Skip to main content Accessibility help
×
Hostname: page-component-78c5997874-t5tsf Total loading time: 0 Render date: 2024-11-04T21:52:44.818Z Has data issue: false hasContentIssue false

Foreword by Geoffrey Hoskins

Published online by Cambridge University Press:  02 December 2009

Igor M. Diakonoff
Affiliation:
University of St Petersburg
Get access

Summary

The collapse of the Soviet Union and the ending of the Marxist monopoly on intellectual life freed Russian social scientists and historians to deploy a broader range of theoretical approaches to the history of their own country and the world. When one couples this renewed freedom with the very distinctive personal experience of those who have lived through the Soviet experiment, the results are sometimes remarkable. The Paths of History is one of the most intriguing and innovative fruits of this intellectual and spiritual milieu.

Its author, Igor Mikhailovich Diakonoff, was born on 12 January 1915 in Petrograd, the son of a bank employee. His father had enough experience of finance and banking to be sent as an employee to the Commercial Department of the Soviet embassy in Christiana (Oslo). Thus Igor received his primary education at a Norwegian school, and learned to speak Norwegian fluently, the first of the many languages which he displayed a remarkable ability and desire to learn in later life. (At the age of seventy-three he confessed to a colleague who was learning modern Greek: ‘I'm always jealous of someone who knows a language I don't!') His highly unusual linguistic range has enabled him to penetrate the mentality of many different cultures, and this undoubtedly underlies the wide sweep of human sympathy evident in The Paths of History. One of his acquisitions was English, which he knows so well that he has translated some of the works of Keats and Tennyson, and was able to prepare this translation of The Paths of History largely himself.

Type
Chapter
Information
Publisher: Cambridge University Press
Print publication year: 1999

Access options

Get access to the full version of this content by using one of the access options below. (Log in options will check for institutional or personal access. Content may require purchase if you do not have access.)

Save book to Kindle

To save this book to your Kindle, first ensure [email protected] is added to your Approved Personal Document E-mail List under your Personal Document Settings on the Manage Your Content and Devices page of your Amazon account. Then enter the ‘name’ part of your Kindle email address below. Find out more about saving to your Kindle.

Note you can select to save to either the @free.kindle.com or @kindle.com variations. ‘@free.kindle.com’ emails are free but can only be saved to your device when it is connected to wi-fi. ‘@kindle.com’ emails can be delivered even when you are not connected to wi-fi, but note that service fees apply.

Find out more about the Kindle Personal Document Service.

Available formats
×

Save book to Dropbox

To save content items to your account, please confirm that you agree to abide by our usage policies. If this is the first time you use this feature, you will be asked to authorise Cambridge Core to connect with your account. Find out more about saving content to Dropbox.

Available formats
×

Save book to Google Drive

To save content items to your account, please confirm that you agree to abide by our usage policies. If this is the first time you use this feature, you will be asked to authorise Cambridge Core to connect with your account. Find out more about saving content to Google Drive.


_TO DO:_ Exact copy, pictures excluded: set down only the lines from the one with "Outline 'snowman'. Reply" through the end of the entries, keeping both end lines.

(DATASET EXTRACT Opens)

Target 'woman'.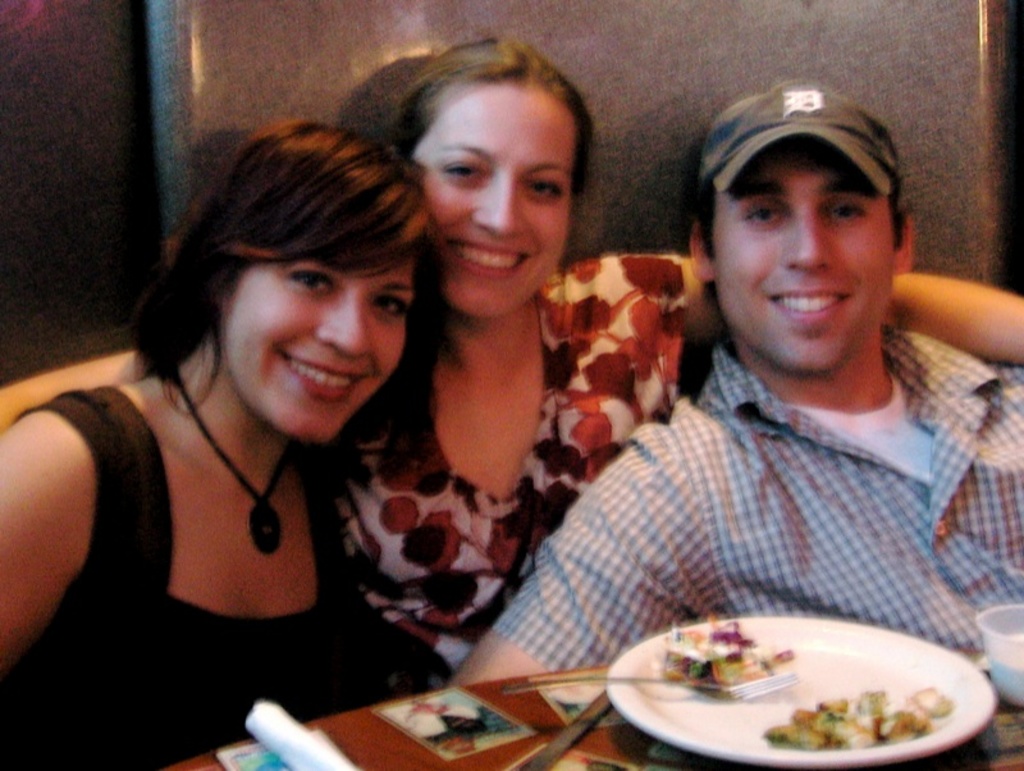
Target region: locate(317, 32, 1023, 681).
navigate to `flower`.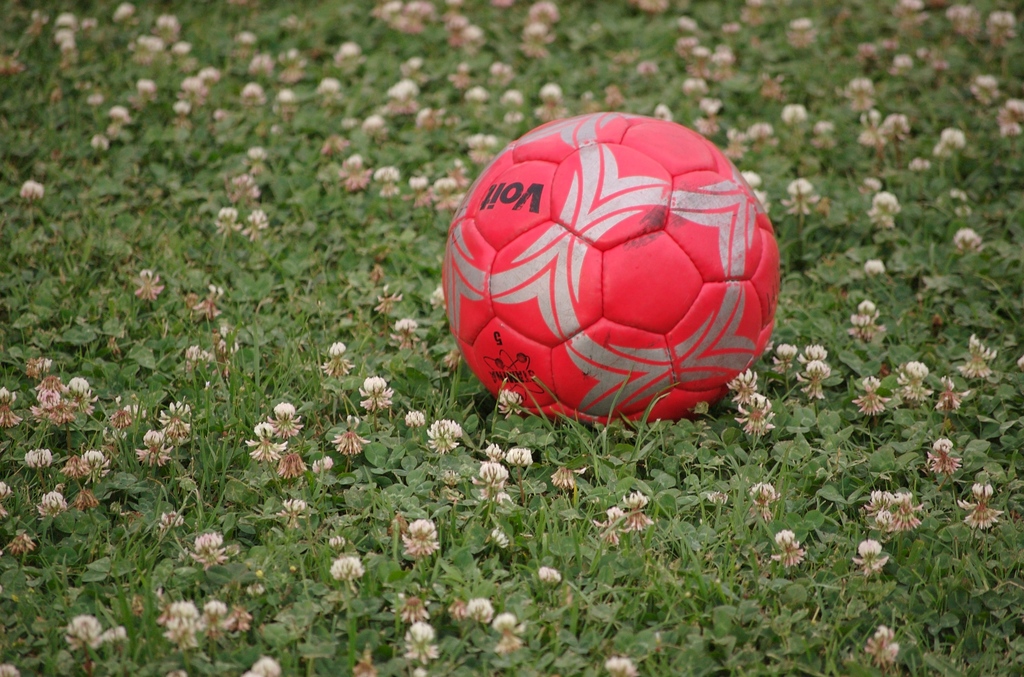
Navigation target: (x1=488, y1=61, x2=517, y2=84).
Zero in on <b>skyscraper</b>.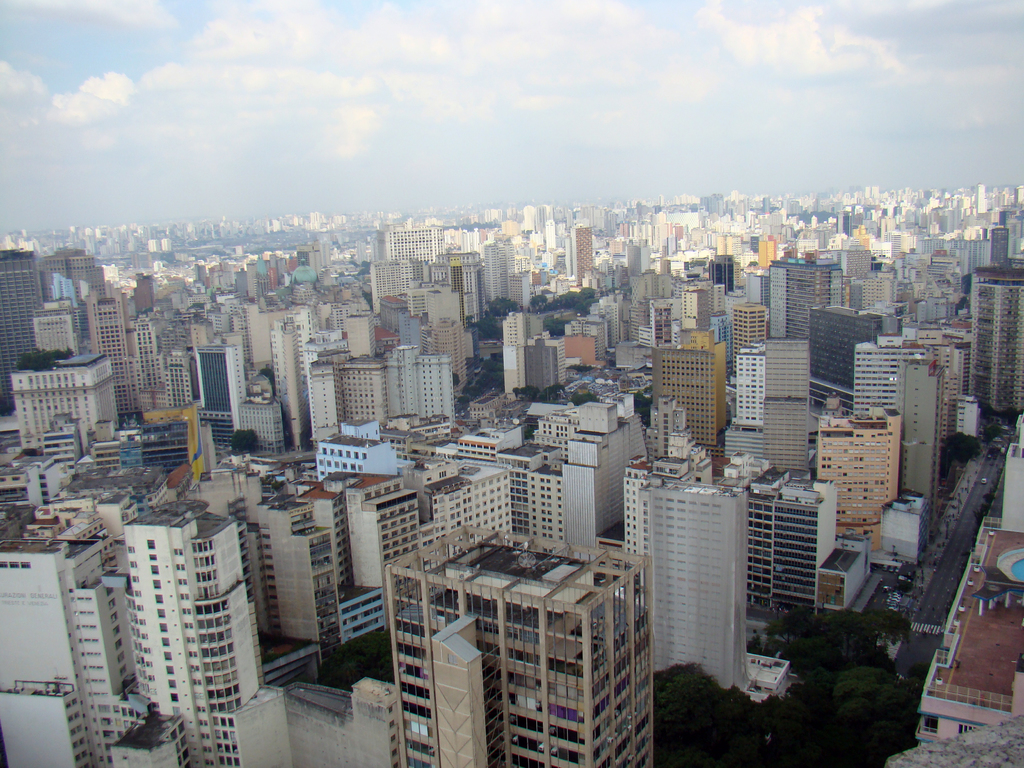
Zeroed in: [563, 318, 600, 330].
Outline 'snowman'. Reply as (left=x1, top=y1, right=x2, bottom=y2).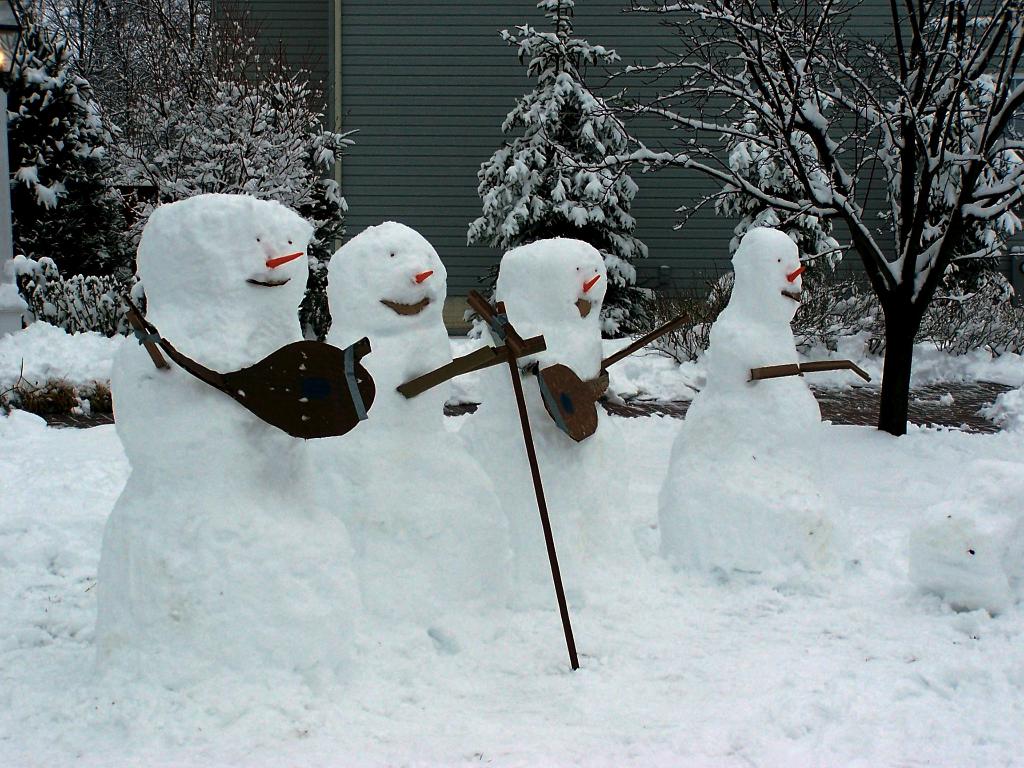
(left=307, top=212, right=529, bottom=618).
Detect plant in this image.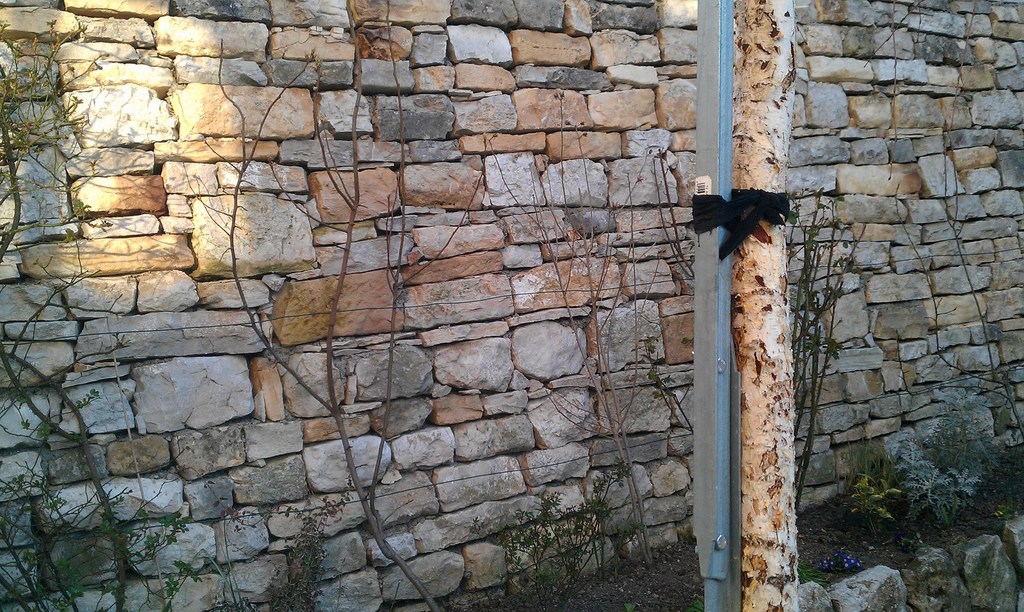
Detection: 242 505 331 611.
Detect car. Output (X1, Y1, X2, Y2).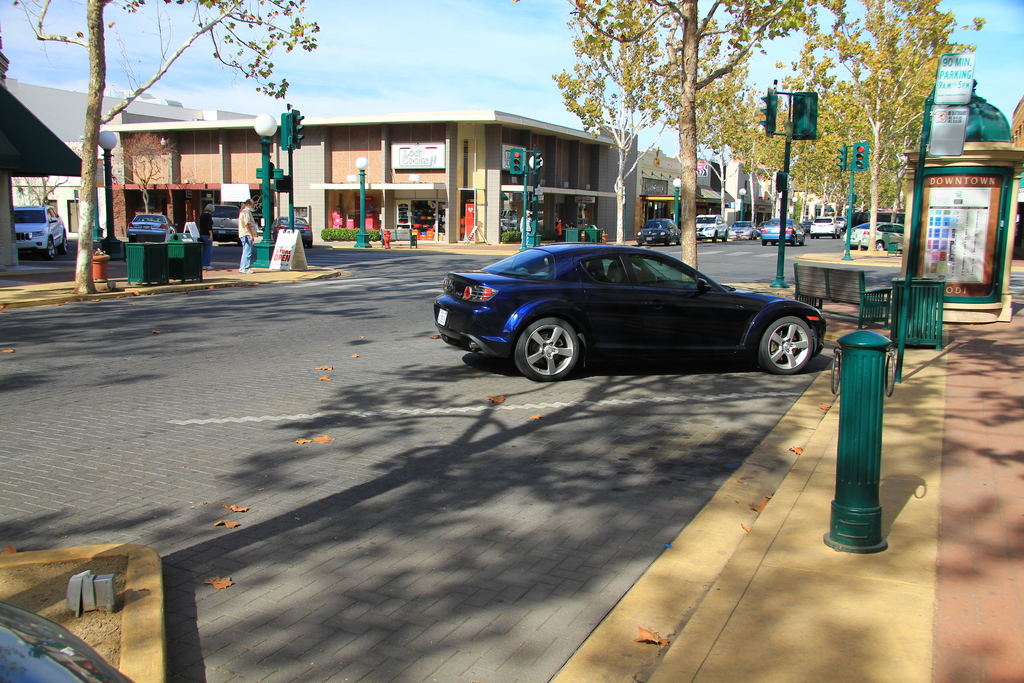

(DATASET EXTRACT Closes)

_RESPONSE TO THE TASK:_
Outline 'snowman'. Reply as (left=x1, top=y1, right=x2, bottom=y2).
(left=307, top=212, right=529, bottom=618).
Detect plant in this image.
Detection: 242 505 331 611.
Detect car. Output (X1, Y1, X2, Y2).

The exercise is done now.